Source :
The Hindu Literary REVIEW – E.V. Ramakrishnan
Published in 1969, ‘The Legends of Khasak’ is worth revisiting today, as natural and man-made debacles overcome us
This year marks the eve of the 50th anniversary of the publication of O.V. Vijayan’s novel
Khasakkinte Ithihasam (published as
The Legends of Khasak in English in 1994).
First serialised in a literary weekly and subsequently published as a book in 1969, it still marks the highest point scaled by any Malayalam novelist in terms of intensity of vision and inventiveness of language. It narrates how Ravi, who lands in Khasak to set up a government school, is gradually sucked into its archaic charm, its tales and vibrant ways of life.
As
Kerala reels from the after-effects of an unprecedented deluge, revisiting an iconic text that questioned our notions of modernity may not be inappropriate. Vijayan’s was a dissenting critical voice that reclaimed the fundamental role of the novel as a counter-narrative. Having suffered a loss of faith, he plumbed the depths of his inner resources by exploring the limits of language. Vijayan reinvented the form of the novel for a new generation, investing it with intractable questions of ethics that exceeded the formalist concerns of aesthetics.
Beyond language
Vijayan had serious misgivings about the way modernity produced and legitimated knowledge that met with uncritical acceptance. What happens to forms of knowledge that lie outside its institutional spaces?
Khasak was about the imaginative apprehension of an order of reality that lay beyond language. Eduardo Kohn (author of
How Forests Think) has argued that we need to go beyond language to see how the environment thinks through us.
Vijayan’s narrative is replete with images that invoke a vast ecosystem of interconnectedness across the living and the non-living. This is how the novel resists the impulse to classify and conquer, which pervades the Cartesian logic of modernity, and provides instead a critical perspective on Eurocentric epistemology.
Sensuous local idioms
Vijayan’s insights came as much from his disillusionment with the communist movement as from his intense imaginative engagements with the reality of everyday life around him. His great discovery was that language as dialect was a life form that gave access to a society’s conceptual cosmos.
The epiphanies we find in
Khasak were made possible by the layers of an oral subculture. Non-standard language variants and dialects have the power to wound the standard idiom of the written text and its authority.
Vijayan demonstrated that the subaltern can speak to the centre through defiant story-telling.
Khasak is a portrait gallery of rustic characters whose robust presence is sculpted in sensuous local idioms and rhythms.
Through the nuanced rendering of the spoken language, Vijayan defied the hegemony of social realism. His fictional text was more like a musical score that liberated us from our habitual ways of seeing.
Vijayan brought into the purview of the novel the collective and the community, but the early reception of the novel viewed it through the prism of middle-class individualism. For decades readers believed that
Khasak was about Ravi’s guilt-ridden alienation and quest for metaphysical illumination. In this reading, the village of Khasak became an anthropological museum peopled with curious figures from an insubstantial and strange world.
Vijayan’s polyphonous vision was reduced to an exotic spectacle with no inherent meaning. That the village community could think through its crises and interpret the world with sophistication was not accepted by the majority of the novel’s readers.
Two spores
Any attempt to decolonise the form of the novel will have to begin with a reflection on the novel’s function as a literary form. This self-reflexivity helps Vijayan recover the experiential site of the magical and the sacred, and move beyond the moral order defined by anthropocentric views of the social.
In the chapter titled ‘The First Lessons’, Ravi tells a story of two spores that set out as sisters but then part ways; with the elder one becoming a champak tree in Chetali’s valley, and the younger one a little girl in Khasak. As the girl plucks a flower, the champak tree tells her, “My little sister, you have forgotten me.” The story reverberates through the pages of
Khasak because it looks beyond our narrow sense of what constitutes the human and what is humanism.
The novel is located on a moral plane that transcends the individual. Decay, disease, death, divinity and desire are embedded in the Khasak ways of living, with life triumphing at each stage.
Khasak distils calamities into folk wisdom, into its tales, proverbs and a cosmic sense of life.
In these times of climate change, isolated individuals perish, while the poor and the abandoned, whose organic bonds are still strong, survive because they can endure, share and reach out to each other.
Kerala has demonstrated what compassion and such organic bonds can achieve in a situation of crisis. These need to be nurtured further to overcome the sense of despondency that can afflict society. Language and culture provide valuable resources and insights in times of trauma.
The writer is an Indian-English poet, and a literary critic in English and Malayalam.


» **Task directions**
Go through the data and copy each line where the string "annoy" appears.

» **Extracted data**
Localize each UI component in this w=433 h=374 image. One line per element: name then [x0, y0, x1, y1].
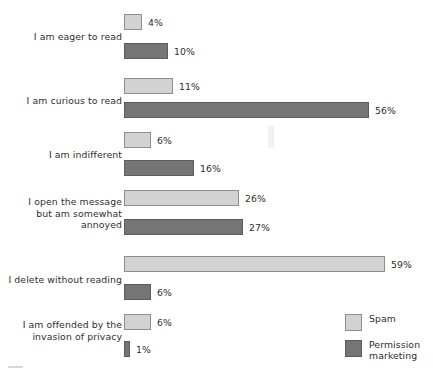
bar-value-spam: 4% [148, 17, 163, 28]
category-label: I am eager to read [0, 31, 122, 43]
chart-group: I open the message but am somewhat annoy… [0, 190, 433, 246]
bar-spam[interactable] [124, 14, 142, 30]
category-label: I am curious to read [0, 95, 122, 107]
bar-value-permission: 1% [136, 344, 151, 355]
bar-value-permission: 27% [249, 222, 270, 233]
bar-permission[interactable] [124, 102, 369, 118]
legend-label-permission: Permission marketing [369, 339, 420, 362]
bar-permission[interactable] [124, 43, 168, 59]
category-label: I am indifferent [0, 149, 122, 161]
bar-value-spam: 26% [245, 193, 266, 204]
legend-swatch-permission-icon [345, 340, 362, 357]
category-label: I am offended by the invasion of privacy [0, 319, 122, 342]
chart-group: I am indifferent 6% 16% [0, 132, 433, 184]
bar-permission[interactable] [124, 219, 243, 235]
bar-spam[interactable] [124, 256, 385, 272]
scan-artifact-middle [268, 126, 274, 148]
bar-spam[interactable] [124, 190, 239, 206]
bar-spam[interactable] [124, 132, 151, 148]
bar-value-permission: 16% [200, 163, 221, 174]
bar-value-spam: 6% [157, 317, 172, 328]
bar-value-permission: 6% [157, 287, 172, 298]
category-label: I delete without reading [0, 274, 122, 286]
bar-permission[interactable] [124, 341, 130, 357]
legend-label-spam: Spam [369, 313, 396, 324]
bar-value-permission: 56% [375, 105, 396, 116]
chart-group: I delete without reading 59% 6% [0, 256, 433, 308]
bar-spam[interactable] [124, 78, 173, 94]
bar-value-spam: 59% [391, 259, 412, 270]
bar-permission[interactable] [124, 284, 151, 300]
bar-value-spam: 11% [179, 81, 200, 92]
legend-swatch-spam-icon [345, 314, 362, 331]
bar-spam[interactable] [124, 314, 151, 330]
bar-value-spam: 6% [157, 135, 172, 146]
chart-group: I am eager to read 4% 10% [0, 14, 433, 66]
scan-artifact-bottom [8, 366, 23, 368]
bar-permission[interactable] [124, 160, 194, 176]
chart-group: I am curious to read 11% 56% [0, 78, 433, 130]
bar-value-permission: 10% [174, 46, 195, 57]
bar-chart: I am eager to read 4% 10% I am curious t… [0, 0, 433, 374]
category-label: I open the message but am somewhat annoy… [0, 196, 122, 231]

» **Solution for this problem**
chart-group: I open the message but am somewhat annoy… [0, 190, 433, 246]
category-label: I open the message but am somewhat annoy… [0, 196, 122, 231]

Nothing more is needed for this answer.